If I had known today was going to be the day my life changed forever, I probably wouldn’t have worn my pajamas to the gas station to fill my car up with gas. I probably would have brushed my hair instead of quickly throwing it up into a messy bun. But here I am, standing in my driveway with my jaw on the ground. In my pajama pants. What I thought was going to be a normal weekend was now turning my normally quiet street into a circus. Mr. Wilson was even out on his driveway three houses down to see what the commotion was all about.
I didn’t know where this brand-new boat had come from or how it had managed to appear in my driveway in the twenty minutes I had been filling up my truck, but it was here, covered in balloons and messages of joy.
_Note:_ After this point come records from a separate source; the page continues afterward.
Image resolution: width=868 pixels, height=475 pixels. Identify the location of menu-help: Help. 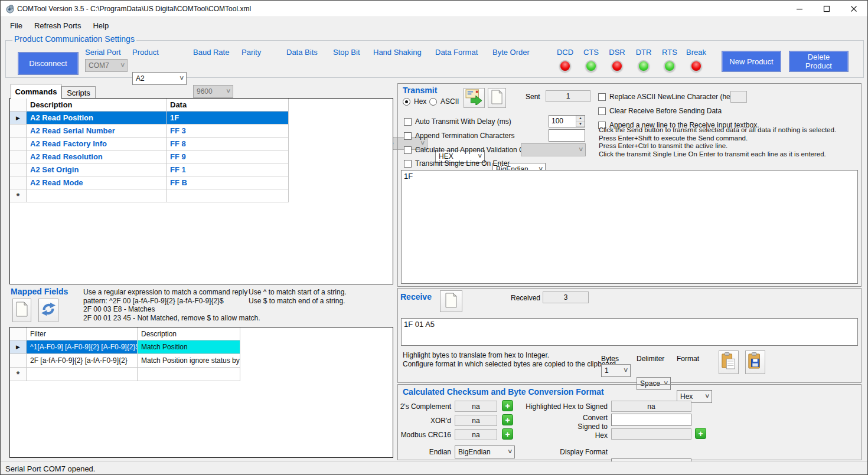
(100, 26). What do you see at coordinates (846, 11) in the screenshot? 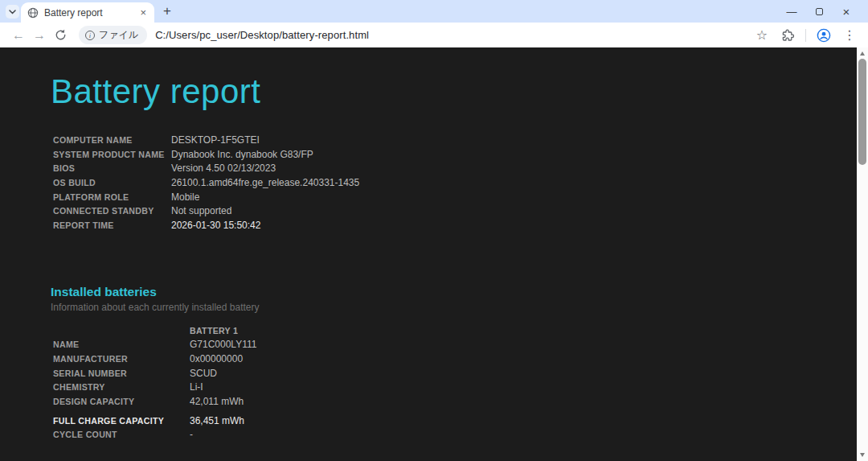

But I couldn’t figure out who had left it or much less why they had left it. My husband and I desperately needed a boat to get our business back up and running, but hadn’t yet managed to save the money we needed. But here was the exact boat in the exact color we had been saving for. Who had left it and why? Who had the means to buy a boat as expensive as this one and why had they mysteriously left it in our driveway while we were away?
My husband was away at some sort of fishing ‘convention’ and wasn’t due back until Monday night, so I was here to deal with the new boat all alone. And the reporters who showed up unannounced. I was waiting for the other shoe to drop and for the anonymous benefactor to come and tell me the boat was delivered to the wrong house. For the next thirty-six hours I stared at the boat and waited. And prayed. And waited some more. I knew there had to be a catch. The moment my husband arrived home from his ‘convention’ I knew what had happened and why he felt so guilty. His guilt alone could account for the new boat. I knew the one chance to make our life work was over. The only thing I was taking into my new life with me was the boat.